Cost basis — what you actually owe tax on

Your capital gain is sale price − cost basis. Cost basis is typically what you paid, including commissions.

If you bought 100 shares at $30 and sold at $50: gain = $2,000.

If you inherited shares: your basis is the fair market value at the date of the original owner’s death — the stepped-up basis rule. This is one of the most valuable tax provisions in US law. Gains built up over decades can pass to heirs completely tax-free.

If you received shares as a gift: your basis carries over from the giver. The gift doesn’t reset the clock.

Dividend reinvestment: each reinvested dividend creates a new lot with its own basis and holding period. Brokerage software tracks this automatically, but it’s worth understanding why your “simple” index fund sale might generate a surprisingly complex tax form.

The wash-sale rule

If you sell a security at a loss and buy a “substantially identical” security within 30 days before or after the sale, the loss is disallowed for tax purposes.

This matters for tax-loss harvesting: you can sell an S&P 500 ETF at a loss and immediately buy a Total Market ETF — not substantially identical — to maintain market exposure. You cannot sell VOO at a loss and immediately buy VOO back. The wash sale disallows the loss.

The 30-day window applies both before and after the sale. Planning trades around this window is a core part of systematic tax-loss harvesting.

Capital gains in retirement accounts

Inside a 401(k) or traditional IRA, capital gains taxes don’t apply. You pay ordinary income tax when you withdraw money, regardless of whether those withdrawals came from gains or original contributions.

Inside a Roth IRA or Roth 401(k), qualified distributions are completely tax-free — including gains. A stock that grows 10× inside a Roth generates no capital gains tax on withdrawal.

In a taxable brokerage account, you pay capital gains tax on gains in the year you realize them by selling.
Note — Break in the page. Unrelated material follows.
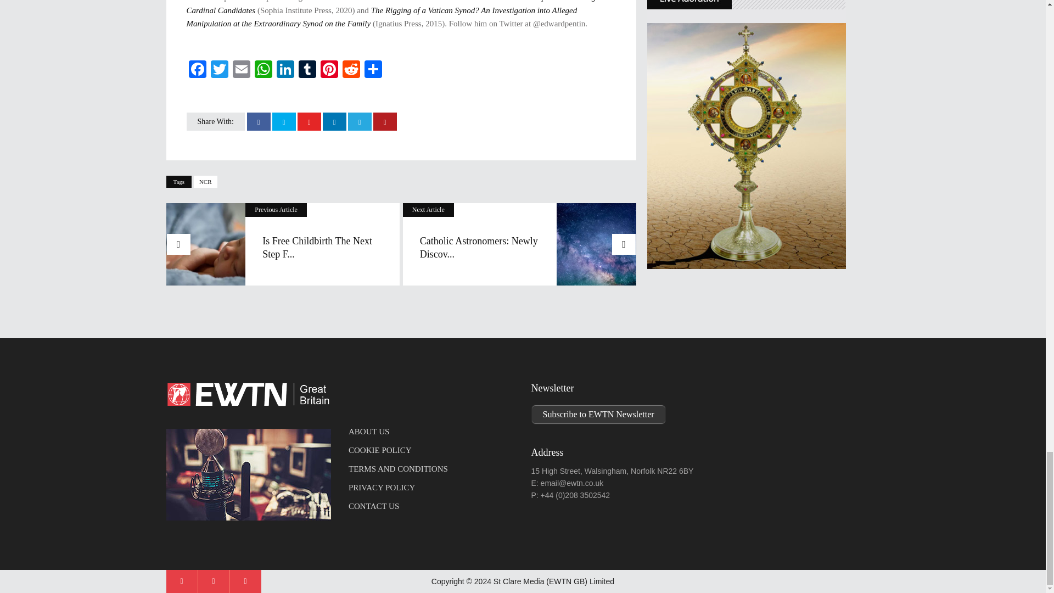  What do you see at coordinates (285, 70) in the screenshot?
I see `LinkedIn` at bounding box center [285, 70].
Unrealized gains — paper profits you haven’t sold — are not taxable. This is why long-term investors in taxable accounts have so much control over their tax bills.

Net Investment Income Tax (NIIT)

If your modified adjusted gross income exceeds $200,000 (single) or $250,000 (MFJ), long-term capital gains are subject to an additional 3.8% Net Investment Income Tax. This makes the effective top rate on long-term gains 23.8% — not 20%. Factor that in before assuming you’re in the 20% bracket.

Strategies to reduce capital gains tax

Hold for more than one year. The simplest and most powerful strategy. Waiting a single day past the one-year mark converts a short-term gain to long-term. That’s it.

Tax-loss harvesting. Realize losses in a down year to offset gains. A taxable brokerage holding a mix of winners and losers almost always has harvesting opportunities.

0% bracket management. Early retirees or people in low-income years can realize long-term gains at 0% federal tax. This is particularly powerful for people following FIRE strategies.

Asset location. Hold high-dividend and bond funds in tax-advantaged accounts. Hold growth equity in taxable accounts where you control the timing of gains.

Charitable giving. Donating appreciated securities directly to a charity — rather than selling, paying tax, and donating cash — eliminates capital gains tax on the donation and gives a full fair-market-value deduction. A donor-advised fund makes this practical.

Stepped-up basis planning. Highly appreciated assets held until death pass to heirs at stepped-up basis, eliminating the gain. This is controversial as a planning strategy but is current law.

State capital gains taxes

Many states tax capital gains as ordinary income. Some (like California) have no preferential long-term rate — gains are taxed at your top marginal state rate regardless of holding period. Others (like Washington state) have no income tax but do have a capital gains tax on large gains above a threshold.

Federal rates are just the start. Factor in state taxes for a complete picture, especially for large transactions.

Further reading

This article is educational, not financial, tax, or legal advice. Talk to a licensed professional before acting on anything you read here.